“Smells like archery season.”
That’s elk-hunter code for “smells like September.”
Just what that encompasses is a combination of dry grass, warm wind and lately – the last decade or so – smoke in the air.
I muttered those words to myself last week as I stepped out of the office and into the 80-degree, smoke-filled air that was hanging in St. Maries.
Hopefully the recent conditions are not a foreshadowing of what we’ll have later this summer.
We lucked out in the fire and/or smoke department last summer in this valley, for the most part.
The summer before that, not so much.
We’ve all gotten a taste of what real fire danger looks like, especially those of us living in Avery or the Silver Valley, where residents were in the “set” stage of the Forest Service’s “Ready, set, go” danger levels, meaning you oughta’ be ready to hit the road at a moment’s notice.
We’d prefer – and we don’t mean to speak for our readers – but we’d prefer to not have that happen again for a while.
So after a few instances of walking outside and asking myself “where’s that smoke coming from?” and checking the Idaho Fish and Game’s handy fire map to find nothing local – I stopped worrying.
Later in the evening it was discovered by some fine investigative reporting through a television set that the smoke is coming from our neighbors up north.
There are three substantial fires burning in the area between Jasper National Park and Edmonton, AB.
We do not have a meteorologist on staff here, so we can’t be sure if those are the culprits.
But they are the largest, by far. One of them is larger than 82,000 acres.
The nearest fire is to the east of Lake Kookanusa, north of Eureka, Montana.
It is south of Fernie, BC, a quaint Canadian town and home to the Fernie Ghostriders hockey club.
Jeff Rayman, a Spokane Chiefs defenceman from 2013-2015, started his junior career in Fernie.
He was later traded out of Spokane and bounced around before landing in Kennewick and playing for the Americans. So we’ll leave him out of the rest of this column.
But the fires . . . something else, huh?
They’ve got nearly 200 of them going up there, and we’ve got a good bit of smoke coming down here because of it.
Some days it’s difficult to look out of our office window and see St. Joe Baldy.
Some days it’s so thick a guy steps outside and wonders if he’s on a movie set. There is no depth, no sight of anything past the buildings.
Those are good days to call in sick and go fishing.
Not that we’re recommending that – or have ever done that ourselves – but those are good days for it.
After all, while it does smell like archery season outside, there are still a few months left before we will be chasing elk through the woods with sharp sticks.
Collin Scheel is the sports reporter at the Gazette Record.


In how many lines of the records below does the word "Aryepiglottic" appear? Answer with the number alone.
(Supplied data)
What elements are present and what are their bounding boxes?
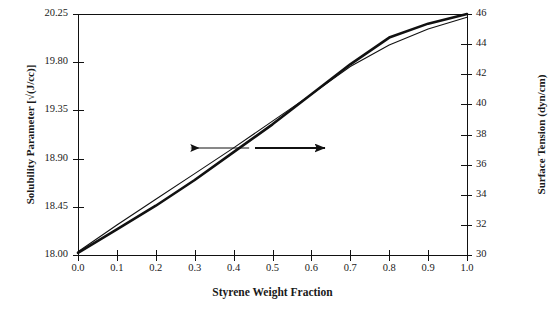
y-axis-left-tick-label: 18.00 <box>44 249 68 260</box>
x-axis-tick <box>156 250 157 261</box>
y-axis-left-title: Solubility Parameter [√(J/cc)] <box>20 14 40 255</box>
y-axis-right-tick-label: 36 <box>476 159 487 170</box>
y-axis-right-tick-label: 42 <box>476 68 487 79</box>
x-axis-tick-label: 0.1 <box>110 263 123 274</box>
data-series-line <box>78 14 467 253</box>
x-axis-tick-label: 1.0 <box>460 263 473 274</box>
y-axis-left-tick <box>73 14 84 15</box>
x-axis-tick <box>195 250 196 261</box>
axis-spine-left <box>78 14 79 255</box>
y-axis-left-tick <box>73 62 84 63</box>
x-axis-tick-label: 0.0 <box>71 263 84 274</box>
x-axis-tick <box>467 250 468 261</box>
x-axis-tick-label: 0.7 <box>344 263 357 274</box>
y-axis-right-tick-label: 46 <box>476 8 487 19</box>
y-axis-left-tick-label: 18.90 <box>44 153 68 164</box>
x-axis-title: Styrene Weight Fraction <box>78 286 467 298</box>
x-axis-tick <box>234 250 235 261</box>
y-axis-right-tick-label: 44 <box>476 38 487 49</box>
y-axis-right-tick <box>461 165 472 166</box>
y-axis-right-tick <box>461 225 472 226</box>
x-axis-tick <box>389 250 390 261</box>
y-axis-left-tick-label: 19.35 <box>44 104 68 115</box>
y-axis-left-tick <box>73 159 84 160</box>
data-series-line <box>78 17 467 252</box>
y-axis-left-tick-label: 19.80 <box>44 56 68 67</box>
y-axis-right-tick <box>461 135 472 136</box>
x-axis-tick-label: 0.8 <box>383 263 396 274</box>
y-axis-left-tick-label: 20.25 <box>44 8 68 19</box>
x-axis-tick <box>273 250 274 261</box>
y-axis-right-tick <box>461 74 472 75</box>
x-axis-tick-label: 0.9 <box>422 263 435 274</box>
y-axis-right-tick-label: 38 <box>476 129 487 140</box>
y-axis-left-tick <box>73 207 84 208</box>
y-axis-right-tick <box>461 104 472 105</box>
y-axis-right-tick-label: 30 <box>476 249 487 260</box>
x-axis-tick-label: 0.5 <box>266 263 279 274</box>
axis-spine-top <box>78 14 467 15</box>
y-axis-left-tick-label: 18.45 <box>44 201 68 212</box>
y-axis-right-tick-label: 34 <box>476 189 487 200</box>
x-axis-tick <box>117 250 118 261</box>
y-axis-right-tick <box>461 14 472 15</box>
y-axis-right-tick-label: 40 <box>476 98 487 109</box>
x-axis-tick <box>78 250 79 261</box>
x-axis-tick <box>311 250 312 261</box>
y-axis-right-tick-label: 32 <box>476 219 487 230</box>
x-axis-tick-label: 0.6 <box>305 263 318 274</box>
x-axis-tick-label: 0.4 <box>227 263 240 274</box>
y-axis-right-tick <box>461 44 472 45</box>
y-axis-right-tick <box>461 195 472 196</box>
x-axis-tick <box>428 250 429 261</box>
y-axis-left-tick <box>73 110 84 111</box>
y-axis-right-title: Surface Tension (dyn/cm) <box>531 14 551 255</box>
x-axis-tick-label: 0.2 <box>149 263 162 274</box>
x-axis-tick-label: 0.3 <box>188 263 201 274</box>
x-axis-tick <box>350 250 351 261</box>
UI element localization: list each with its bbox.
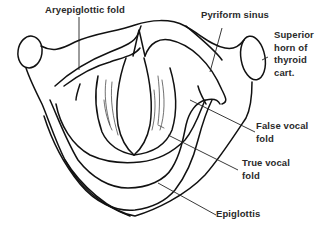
label-true-vocal-fold-line-1: True vocal <box>242 157 290 170</box>
label-aryepiglottic-fold: Aryepiglottic fold <box>45 4 125 17</box>
leader-pyriform <box>210 28 222 72</box>
label-false-vocal-fold-line-1: False vocal <box>256 120 308 133</box>
label-pyriform-sinus: Pyriform sinus <box>201 9 269 22</box>
leader-false-vocal <box>190 100 255 132</box>
left-superior-horn-shape <box>16 34 44 69</box>
leader-epiglottis <box>158 183 216 215</box>
label-superior-horn-line-4: cart. <box>274 67 314 80</box>
label-superior-horn-line-1: Superior <box>274 29 314 42</box>
larynx-diagram: Aryepiglottic fold Pyriform sinus Superi… <box>0 0 327 237</box>
label-superior-horn: Superior horn of thyroid cart. <box>274 29 314 79</box>
label-false-vocal-fold-line-2: fold <box>256 133 308 146</box>
label-true-vocal-fold-line-2: fold <box>242 170 290 183</box>
label-superior-horn-line-2: horn of <box>274 42 314 55</box>
label-false-vocal-fold: False vocal fold <box>256 120 308 145</box>
label-superior-horn-line-3: thyroid <box>274 54 314 67</box>
label-true-vocal-fold: True vocal fold <box>242 157 290 182</box>
label-epiglottis: Epiglottis <box>216 208 260 221</box>
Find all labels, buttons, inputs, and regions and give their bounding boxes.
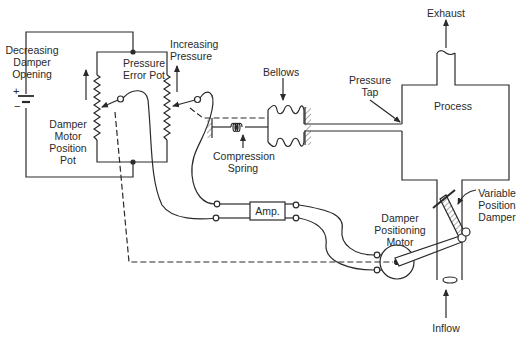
label-damper-positioning-motor: Damper Positioning Motor (371, 212, 429, 248)
battery-minus-sign: − (14, 100, 20, 112)
wire-amp-to-motor-2 (299, 218, 374, 270)
left-wiper-terminal (118, 96, 124, 102)
label-bellows: Bellows (263, 66, 299, 78)
variable-position-damper (433, 190, 470, 242)
exhaust-pipe-end (437, 51, 455, 55)
amp-output-terminal-2 (293, 215, 299, 221)
amp-input-terminal-2 (213, 215, 219, 221)
battery-plus-sign: + (13, 85, 19, 97)
pressure-tap-arrow (370, 100, 400, 122)
compression-spring (231, 123, 242, 131)
label-variable-position-damper: Variable Position Damper (472, 187, 522, 223)
label-exhaust: Exhaust (422, 7, 470, 19)
label-amp: Amp. (250, 205, 285, 217)
damper-motor-position-pot-resistor (94, 75, 100, 140)
wire-amp-to-motor-1 (299, 205, 374, 255)
label-pressure-error-pot: Pressure Error Pot (114, 57, 174, 81)
wire-right-pot-to-amp (192, 92, 215, 204)
bellows-anchor-wall (305, 107, 311, 145)
label-decreasing-damper-opening: Decreasing Damper Opening (3, 44, 61, 80)
label-process: Process (428, 100, 478, 112)
amp-output-terminal-1 (293, 202, 299, 208)
bellows-link-to-pot (190, 108, 268, 118)
motor-terminal-2 (374, 267, 380, 273)
label-inflow: Inflow (425, 322, 467, 334)
motor-terminal-1 (374, 252, 380, 258)
pressure-error-pot-resistor (164, 75, 170, 140)
label-damper-motor-position-pot: Damper Motor Position Pot (44, 118, 92, 166)
amp-input-terminal-1 (214, 201, 220, 207)
spring-anchor-wall (207, 118, 212, 138)
label-pressure-tap: Pressure Tap (348, 74, 392, 98)
label-increasing-pressure: Increasing Pressure (170, 38, 218, 62)
bellows (268, 106, 304, 147)
mechanical-feedback-link (115, 112, 393, 262)
right-wiper-terminal (195, 97, 201, 103)
left-wiper (102, 100, 118, 107)
label-compression-spring: Compression Spring (213, 150, 273, 174)
inflow-pipe-end (443, 277, 457, 283)
right-wiper (173, 100, 195, 106)
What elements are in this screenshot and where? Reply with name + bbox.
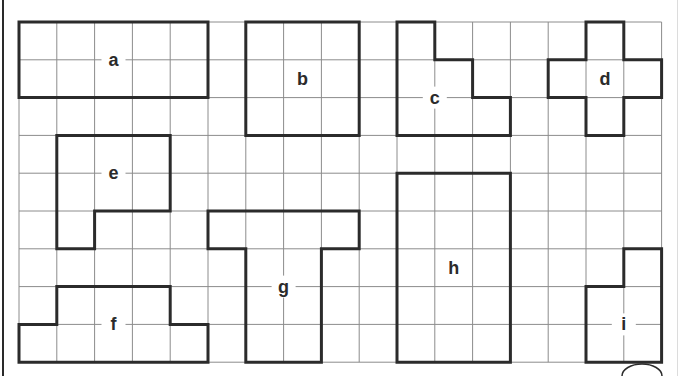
shape-label-a: a [108, 50, 119, 70]
shape-labels: abcdefghi [102, 49, 636, 336]
shape-e [57, 135, 170, 248]
grid [19, 22, 662, 362]
shape-label-e: e [108, 163, 118, 183]
page-corner-circle-icon [622, 364, 662, 376]
shapes [19, 22, 662, 362]
shape-label-f: f [111, 314, 118, 334]
shape-label-c: c [430, 88, 440, 108]
shape-label-d: d [599, 69, 610, 89]
shape-label-g: g [278, 277, 289, 297]
shape-label-b: b [297, 69, 308, 89]
shape-grid-diagram: abcdefghi [0, 0, 679, 376]
shape-label-i: i [621, 314, 626, 334]
shape-c [397, 22, 510, 135]
shape-label-h: h [448, 258, 459, 278]
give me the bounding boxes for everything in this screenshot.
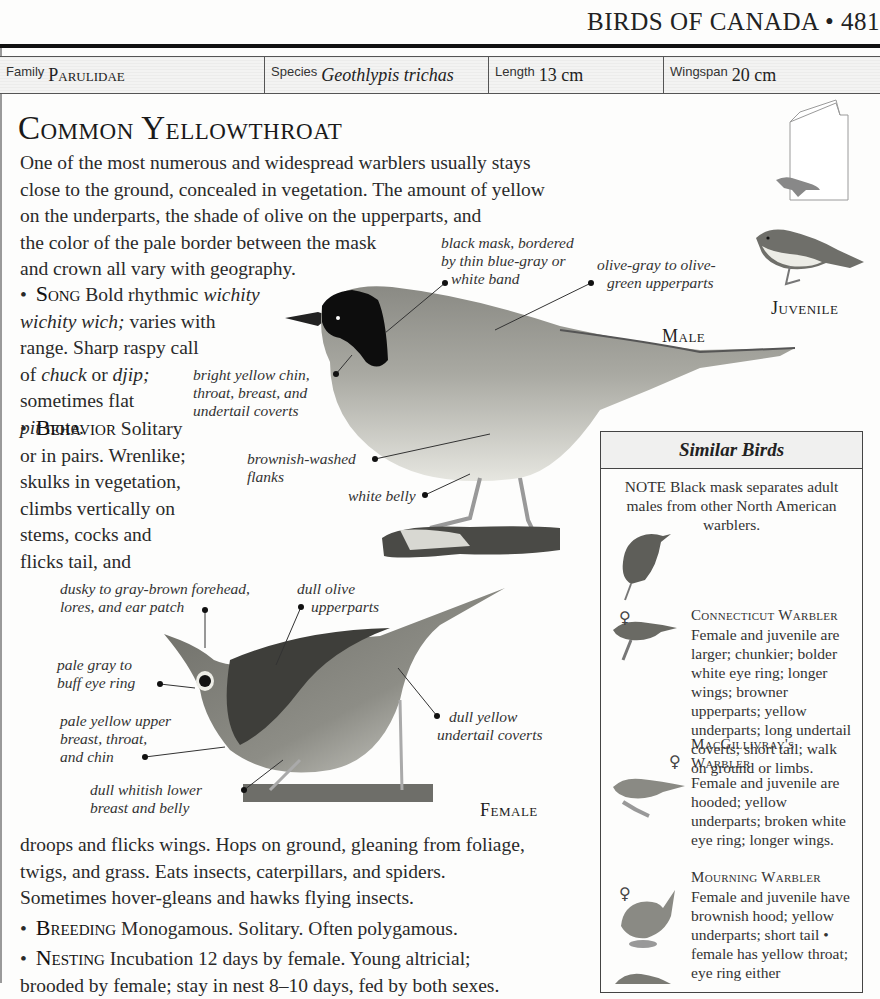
breeding-heading: Breeding bbox=[36, 915, 117, 940]
male-label: Male bbox=[662, 326, 705, 347]
wingspan-label: Wingspan bbox=[670, 64, 728, 79]
similar-bird-name: Connecticut Warbler bbox=[691, 606, 856, 625]
behavior-text: Solitary bbox=[121, 418, 183, 439]
song-text: of bbox=[20, 364, 41, 385]
annotation-belly: white belly bbox=[348, 487, 416, 505]
annotation-line: buff eye ring bbox=[57, 674, 135, 692]
male-leader-dots bbox=[333, 280, 594, 498]
annotation-undertail: dull yellow undertail coverts bbox=[437, 708, 542, 744]
annotation-line: dusky to gray-brown forehead, bbox=[60, 580, 250, 598]
breeding-section: • Breeding Monogamous. Solitary. Often p… bbox=[20, 915, 600, 943]
annotation-upperparts: olive-gray to olive- green upperparts bbox=[597, 256, 716, 292]
behavior-line: Sometimes hover-gleans and hawks flying … bbox=[20, 885, 600, 912]
species-title: Common Yellowthroat bbox=[18, 110, 342, 147]
female-leader-dots bbox=[142, 604, 440, 793]
song-text: or bbox=[87, 364, 113, 385]
behavior-line: or in pairs. Wrenlike; bbox=[20, 443, 255, 470]
family-cell: Family Parulidae bbox=[0, 57, 265, 93]
length-label: Length bbox=[495, 64, 535, 79]
annotation-chin: bright yellow chin, throat, breast, and … bbox=[193, 366, 310, 420]
annotation-line: black mask, bordered bbox=[441, 234, 574, 252]
song-text-italic: wichity bbox=[203, 284, 259, 305]
connecticut-female-icon bbox=[623, 534, 671, 600]
nesting-heading: Nesting bbox=[36, 945, 105, 970]
breeding-text: Monogamous. Solitary. Often polygamous. bbox=[121, 918, 458, 939]
bottom-text: droops and flicks wings. Hops on ground,… bbox=[20, 832, 600, 999]
song-text-italic: wichity wich; bbox=[20, 311, 125, 332]
annotation-line: lores, and ear patch bbox=[60, 598, 250, 616]
song-heading: Song bbox=[36, 281, 81, 306]
similar-bird-name: Mourning Warbler bbox=[691, 868, 856, 887]
annotation-line: pale yellow upper bbox=[60, 712, 171, 730]
juvenile-label: Juvenile bbox=[771, 298, 838, 319]
female-bird-illustration bbox=[164, 588, 505, 802]
behavior-line: twigs, and grass. Eats insects, caterpil… bbox=[20, 859, 600, 886]
behavior-line: stems, cocks and bbox=[20, 522, 255, 549]
nesting-section: • Nesting Incubation 12 days by female. … bbox=[20, 945, 600, 973]
behavior-section: • Behavior Solitary or in pairs. Wrenlik… bbox=[20, 415, 255, 575]
intro-line: close to the ground, concealed in vegeta… bbox=[20, 177, 620, 204]
similar-bird-text: Female and juvenile are hooded; yellow u… bbox=[691, 773, 856, 849]
annotation-line: white belly bbox=[348, 487, 416, 505]
annotation-line: upperparts bbox=[297, 598, 379, 616]
species-cell: Species Geothlypis trichas bbox=[265, 57, 489, 93]
family-value: Parulidae bbox=[48, 65, 124, 86]
annotation-line: green upperparts bbox=[597, 274, 716, 292]
male-leader-lines bbox=[336, 283, 591, 495]
behavior-line: droops and flicks wings. Hops on ground,… bbox=[20, 832, 600, 859]
female-leader-lines bbox=[145, 607, 437, 790]
similar-bird-macgillivray: MacGillivray's Warbler Female and juveni… bbox=[691, 735, 856, 849]
song-text: range. Sharp raspy call bbox=[20, 337, 199, 358]
header-rule bbox=[0, 44, 880, 48]
female-label: Female bbox=[480, 800, 538, 821]
annotation-line: throat, breast, and bbox=[193, 384, 310, 402]
species-label: Species bbox=[271, 64, 317, 79]
annotation-line: flanks bbox=[247, 468, 356, 486]
annotation-line: breast and belly bbox=[90, 799, 202, 817]
wingspan-cell: Wingspan 20 cm bbox=[664, 57, 880, 93]
behavior-line: flicks tail, and bbox=[20, 549, 255, 576]
annotation-eye-ring: pale gray to buff eye ring bbox=[57, 656, 135, 692]
similar-birds-illustrations bbox=[601, 432, 691, 992]
species-value: Geothlypis trichas bbox=[321, 65, 454, 86]
length-cell: Length 13 cm bbox=[489, 57, 664, 93]
wingspan-value: 20 cm bbox=[732, 65, 777, 86]
annotation-female-upperparts: dull olive upperparts bbox=[297, 580, 379, 616]
bullet-icon: • bbox=[20, 284, 27, 305]
annotation-line: pale gray to bbox=[57, 656, 135, 674]
bullet-icon: • bbox=[20, 948, 27, 969]
annotation-line: brownish-washed bbox=[247, 450, 356, 468]
song-text: varies with bbox=[125, 311, 216, 332]
song-text: sometimes flat bbox=[20, 390, 134, 411]
annotation-line: breast, throat, bbox=[60, 730, 171, 748]
similar-bird-mourning: Mourning Warbler Female and juvenile hav… bbox=[691, 868, 856, 982]
annotation-line: dull olive bbox=[297, 580, 379, 598]
mourning-male-icon bbox=[615, 974, 671, 984]
range-map-icon bbox=[776, 100, 848, 200]
annotation-line: and chin bbox=[60, 748, 171, 766]
female-symbol-icon: ♀ bbox=[619, 884, 631, 903]
similar-bird-text: Female and juvenile have brownish hood; … bbox=[691, 887, 856, 982]
annotation-line: white band bbox=[441, 270, 574, 288]
nesting-text: brooded by female; stay in nest 8–10 day… bbox=[20, 973, 600, 999]
info-bar: Family Parulidae Species Geothlypis tric… bbox=[0, 56, 880, 94]
macgillivray-icon bbox=[613, 779, 685, 816]
annotation-forehead: dusky to gray-brown forehead, lores, and… bbox=[60, 580, 250, 616]
female-symbol-icon: ♀ bbox=[619, 608, 631, 627]
similar-bird-name: MacGillivray's Warbler bbox=[691, 735, 856, 773]
annotation-line: by thin blue-gray or bbox=[441, 252, 574, 270]
annotation-female-belly: dull whitish lower breast and belly bbox=[90, 781, 202, 817]
behavior-line: skulks in vegetation, bbox=[20, 469, 255, 496]
annotation-line: dull whitish lower bbox=[90, 781, 202, 799]
family-label: Family bbox=[6, 64, 44, 79]
annotation-flanks: brownish-washed flanks bbox=[247, 450, 356, 486]
song-text-italic: chuck bbox=[41, 364, 86, 385]
annotation-line: undertail coverts bbox=[437, 726, 542, 744]
juvenile-bird-illustration bbox=[756, 230, 864, 284]
song-text: Bold rhythmic bbox=[85, 284, 203, 305]
annotation-line: dull yellow bbox=[437, 708, 542, 726]
bullet-icon: • bbox=[20, 918, 27, 939]
bullet-icon: • bbox=[20, 418, 27, 439]
intro-line: One of the most numerous and widespread … bbox=[20, 150, 620, 177]
song-text-italic: djip; bbox=[113, 364, 150, 385]
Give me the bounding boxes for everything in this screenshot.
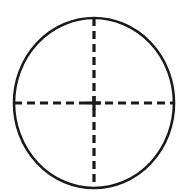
reticle-diagram [0, 0, 188, 195]
figure-canvas [0, 0, 188, 195]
(End Supplied data)
Response to the exercise: 2